10 Movie Characters Who Discovered That Their Universe Didn’t Exist

4. Lost - The End

The Matrix Neo troubled by a spoon
ABC

I’m not sure if the title of this show refers to the status of the main characters or the status of the audience throughout its entire run. No matter how hard you try to establish a coherent explanation for this series, no one really understands it. Not even J.J. Abrams! Seriously, my wife and I wrote out all 246 questions generated by this show, and only 172 of them were answered! That leaves 74 questions still up in there air! Yes, math. I’m keeping your interest now, eh?

So I can’t take the time to try and explain the show other than to say “people on an island… sort of.” But in a show filled with flashbacks and flashforwards and then time travel and parallel universes, the plot becomes a tangled web whose final episode teases the possibility of a false reality. As the cast all gathers in a church except for fan-favorite Ben, a wide vista of interpretative possibilities opens up.

Are the characters in a purgatory working through their issues? Are they all hallucinating a dream-world that’s superior to the world they left behind? Are two realities converging on top of each other, with dopplegangers merging into single people with duplicate memories? It’s up to each individual watcher to decide, but the idea that the island itself was only a false reality, or that it created a false reality, is an intriguing one to consider.

Contributor
Contributor

I'm a writer living in Indiana, United States, who specializes in horror, both in cinema and literature. I'm a fan of H.P. Lovecraft as well as an aspiring writer who is constantly striving to perfect my craft and become a better version of myself, while also providing for my wife and daughters.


### About this exercise
Reply with nothing but how many lines in the entries below include "filtration".
------------------------
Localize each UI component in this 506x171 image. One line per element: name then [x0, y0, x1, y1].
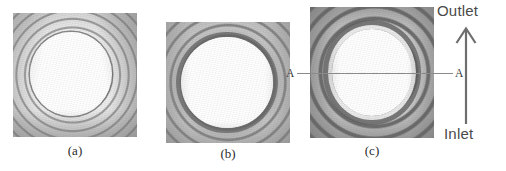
- caption-a: (a): [13, 143, 137, 159]
- caption-c: (c): [310, 143, 434, 159]
- section-label-left: A: [286, 68, 294, 80]
- interferogram-panel-a: [13, 13, 137, 137]
- core-region-b: [181, 37, 273, 129]
- caption-b: (b): [166, 146, 290, 162]
- interferogram-figure: (a) (b) (c) A A Outlet Inlet: [0, 0, 506, 171]
- section-line-a-a: [297, 73, 453, 74]
- interferogram-panel-b: [166, 22, 290, 143]
- outlet-label: Outlet: [437, 2, 478, 19]
- core-region-a: [30, 32, 112, 116]
- inlet-label: Inlet: [444, 125, 473, 142]
- flow-direction-arrow: [449, 24, 483, 126]
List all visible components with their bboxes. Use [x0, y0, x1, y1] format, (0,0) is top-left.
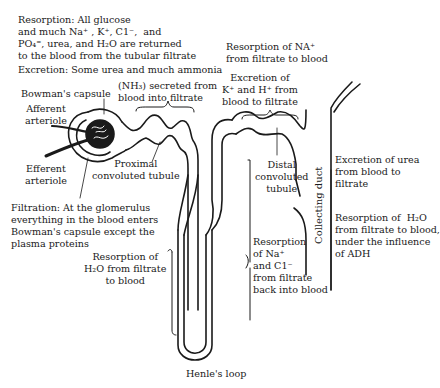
k-h-bracket: [242, 110, 298, 119]
nacl-bracket: [246, 160, 250, 320]
henles-loop-outer: [178, 230, 212, 360]
excretion-urea-label: Excretion of urea from blood to filtrate: [335, 154, 420, 190]
ascending-limb: [206, 120, 236, 235]
bowmans-capsule-label: Bowman's capsule: [21, 88, 111, 100]
resorption-na-distal-label: Resorption of NA⁺ from filtrate to blood: [226, 41, 328, 65]
distal-tubule-label: Distal convoluted tubule: [255, 159, 308, 195]
excretion-k-h-label: Excretion of K⁺ and H⁺ from blood to fil…: [222, 72, 298, 108]
water-loop-bracket: [168, 249, 176, 335]
resorption-h2o-adh-label: Resorption of H₂O from filtrate to blood…: [335, 212, 440, 260]
resorption-h2o-loop-label: Resorption of H₂O from filtrate to blood: [84, 251, 166, 287]
collecting-duct-label: Collecting duct: [313, 167, 324, 244]
glomerulus-shape: [86, 120, 114, 148]
henles-loop-label: Henle's loop: [186, 368, 246, 380]
resorption-nacl-label: Resorption of Na⁺ and C1⁻ from filtrate …: [253, 236, 328, 296]
nh3-label: (NH₃) secreted from blood into filtrate: [118, 80, 217, 104]
afferent-arteriole-label: Afferent arteriole: [25, 103, 67, 127]
resorption-top-label: Resorption: All glucose and much Na⁺ , K…: [18, 14, 196, 62]
proximal-tubule-label: Proximal convoluted tubule: [92, 158, 180, 182]
filtration-pointer: [80, 158, 88, 198]
excretion-top-label: Excretion: Some urea and much ammonia: [18, 64, 222, 76]
efferent-arteriole-label: Efferent arteriole: [25, 163, 67, 187]
filtration-label: Filtration: At the glomerulus everything…: [11, 202, 158, 250]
------------------------
### Response
2